Author: GUY RAZ and LAUREN SILVERMAN, NPR

  • Coal Miners suffering as energy mix shifts

    At some point today, you will probably flip on a light switch. That simple action connects you to the oldest and most plentiful source of American electricity: coal. Since the early 1880s — when Edison and Tesla pioneered the distribution of electrical power into our homes — most of that power has come from the process of burning coal. Four years ago, something started to change. First it was slow, and then this past month that change became dramatic. Coal now generates just 34 percent of our electricity, down from about 50 percent just four years ago. Now, the loss of coal as the dominant energy source is having damaging effects on the towns that once relied on the black rock for their livelihood.

  • West Africa mangroves impacted by salt extraction

    Salt is precious in poverty-stricken coastal West Africa, but conservation experts say efforts to extract it are laying waste to mangrove swamps, causing erosion and ravaging fish stocks. In Sierra Leone, one of Africa’s poorest nations still recovering from a 1991-2002 civil war, lawmakers are preparing a bill to join a seven-nation charter to protect the region’s mangrove forests. Conservation group Wetlands International says the initiative is essential for West Africa to save the 800,000 hectares (2 million acres) of mangrove swamps it has left, less than a third of the 3 million hectares it started with.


Below are the entries. Transcribe exactly the lines from the one with "Find the location" through the one with "You are a GUI", ends included, and leave out all others.

---------- Record set ----------

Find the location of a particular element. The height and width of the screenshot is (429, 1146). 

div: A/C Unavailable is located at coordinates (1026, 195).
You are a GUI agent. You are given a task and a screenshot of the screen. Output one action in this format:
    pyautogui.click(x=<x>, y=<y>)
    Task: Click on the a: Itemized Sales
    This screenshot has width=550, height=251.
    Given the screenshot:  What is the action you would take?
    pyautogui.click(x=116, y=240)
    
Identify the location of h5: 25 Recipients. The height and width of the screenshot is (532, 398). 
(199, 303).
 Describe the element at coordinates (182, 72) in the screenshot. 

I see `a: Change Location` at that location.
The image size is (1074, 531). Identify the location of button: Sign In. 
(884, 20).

----------
---------- Record set ----------

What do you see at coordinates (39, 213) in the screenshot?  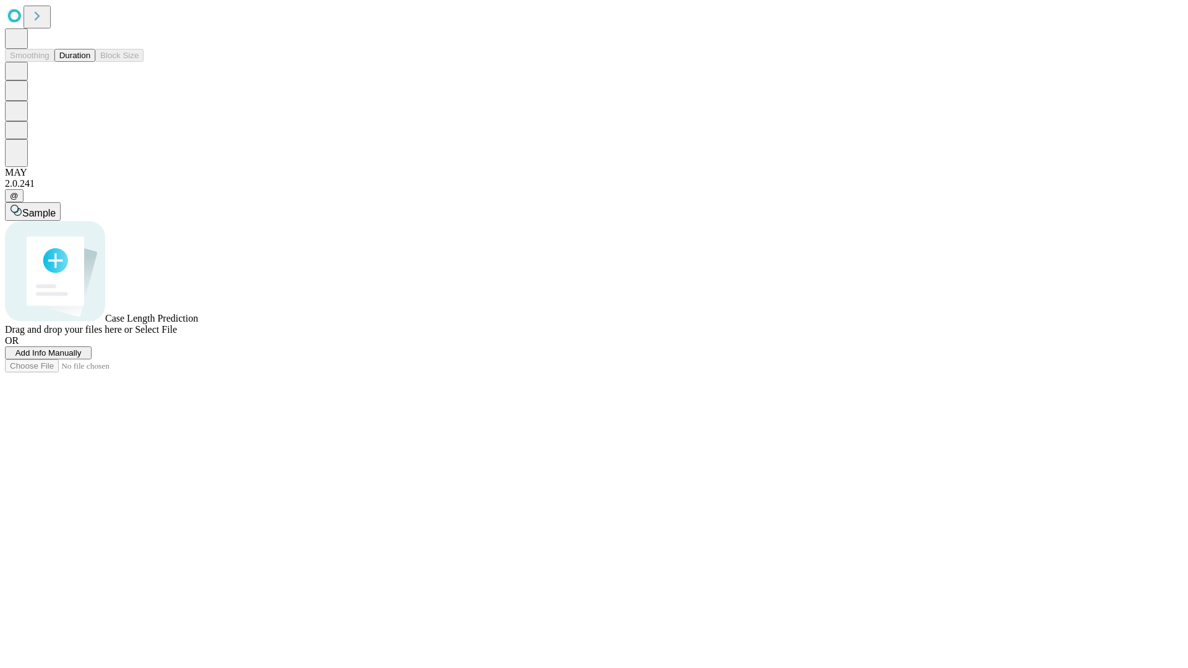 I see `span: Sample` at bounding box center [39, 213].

----------

Your solution >>
Find the location of a particular element. The height and width of the screenshot is (429, 1146). 

div: A/C Unavailable is located at coordinates (1026, 195).
You are a GUI agent. You are given a task and a screenshot of the screen. Output one action in this format:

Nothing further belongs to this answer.